拍品專文
Although Thomas Cole and Asher B. Durand, the two most influential American landscape painters of the first half of the nineteenth century, were admired by George Inness, he pursued an entirely different path as a landscape painter. Inness went on to produce a body of work marked by a more subjective and ultimately more modern aesthetic. Having spent time in Italy, France, and throughout the Northeastern United States, Inness came to North Conway, New Hampshire in the summer of 1875, hoping to find some inspiration among the scenery where Cole, Durand, John Frederick Kensett, Jasper Francis Cropsey, Albert Bierstadt, and Winslow Homer had before.
However, "when he did paint there, it was not in the usual way. He shifted the burden of expression from natural monuments to natural moments, depicting the sometimes dramatic, sometimes delicate play of color, light, and atmospheric movement, not specific scenes or celebrated sites. In so doing, he reinterpreted and refreshed the White Mountains as a subject of art." (N. Cikovsky, George Inness, Los Angeles, California, 1985, p. 128)
North Conway relates closely to an 1876 work titled Saco Ford: Conway Meadows (Mount Holyoke College Art Museum, South Hadley, Massachusetts), which, as do many of Inness's North Conway canvases, dramatizes the contrast between the impressive intensity of a building storm with the doomed quiet of a lower-lying surrounding grassland. In fact, a 1875 excerpt from Appleton's Journal which describes a similar scene could certainly apply to North Conway: "Great masses of cloud and the vapors that precede the mountain-storms, which, descending the upper ridges of the mountain, settle down toward the valley below, and wrap its huge shoulders in obscurity and gloom. Frequently by day the farms and orchards that cover its base are bathed in bright sunshine, while the upper reaches of the mountain are hidden by dense and dark thunder clouds, which roll about it in round masses dun as smoke." (as quoted in N. Cikovsky, George Inness, Washington, D.C., 1993, p. 86)
This painting will be included in Michael Quick's forthcoming catalogue raisonné of the artist's works.

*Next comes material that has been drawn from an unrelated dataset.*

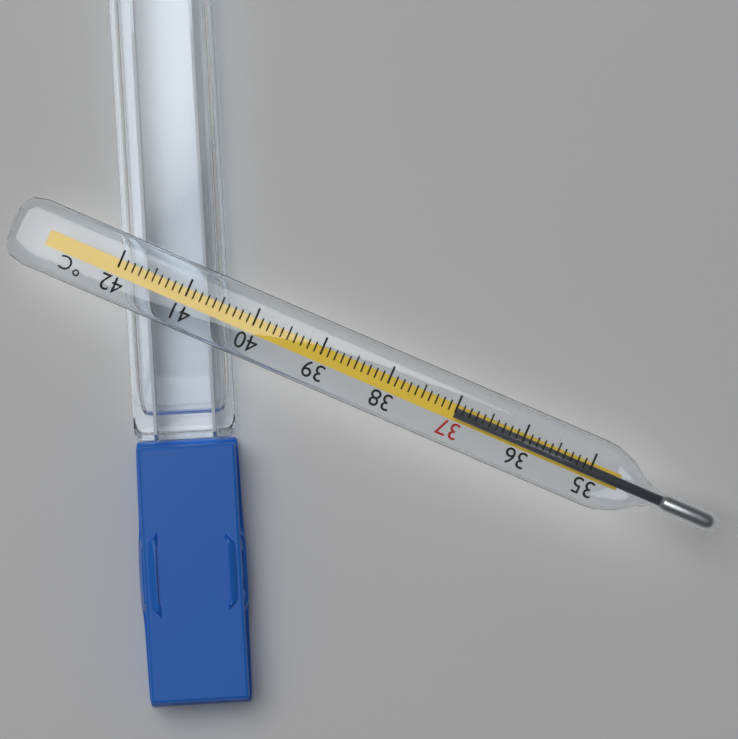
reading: 37.0 °C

However, "when he did paint there, it was not in the usual way. He shifted the burden of expression from natural monuments to natural moments, depicting the sometimes dramatic, sometimes delicate play of color, light, and atmospheric movement, not specific scenes or celebrated sites. In so doing, he reinterpreted and refreshed the White Mountains as a subject of art." (N. Cikovsky, George Inness, Los Angeles, California, 1985, p. 128)

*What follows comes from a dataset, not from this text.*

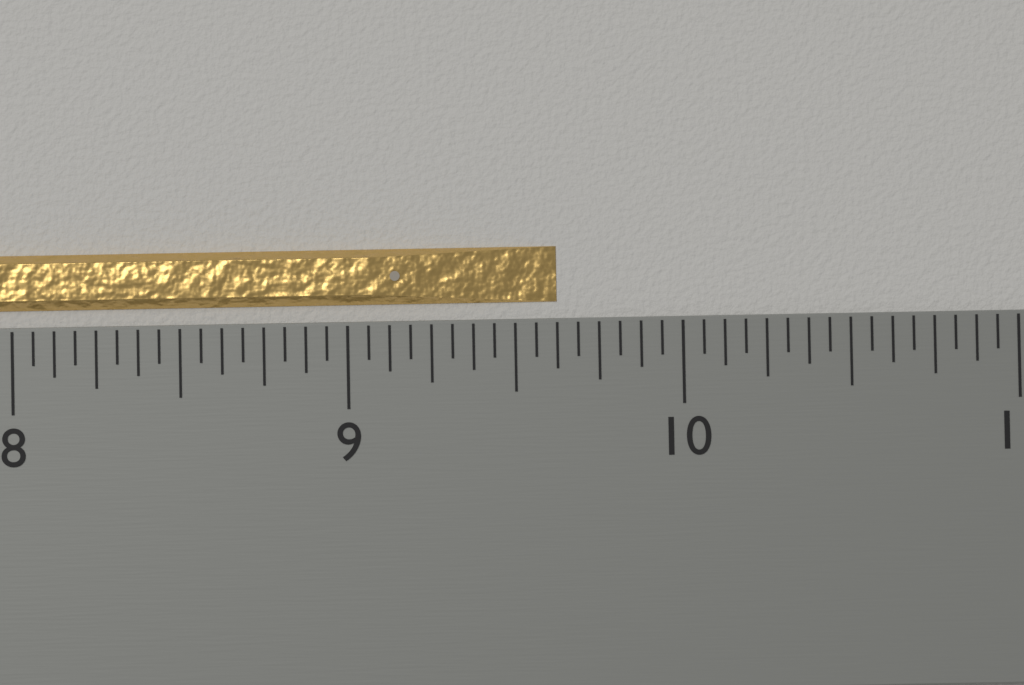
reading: 9.6250 inch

North Conway relates closely to an 1876 work titled Saco Ford: Conway Meadows (Mount Holyoke College Art Museum, South Hadley, Massachusetts), which, as do many of Inness's North Conway canvases, dramatizes the contrast between the impressive intensity of a building storm with the doomed quiet of a lower-lying surrounding grassland. In fact, a 1875 excerpt from Appleton's Journal which describes a similar scene could certainly apply to North Conway: "Great masses of cloud and the vapors that precede the mountain-storms, which, descending the upper ridges of the mountain, settle down toward the valley below, and wrap its huge shoulders in obscurity and gloom. Frequently by day the farms and orchards that cover its base are bathed in bright sunshine, while the upper reaches of the mountain are hidden by dense and dark thunder clouds, which roll about it in round masses dun as smoke." (as quoted in N. Cikovsky, George Inness, Washington, D.C., 1993, p. 86)
This painting will be included in Michael Quick's forthcoming catalogue raisonné of the artist's works.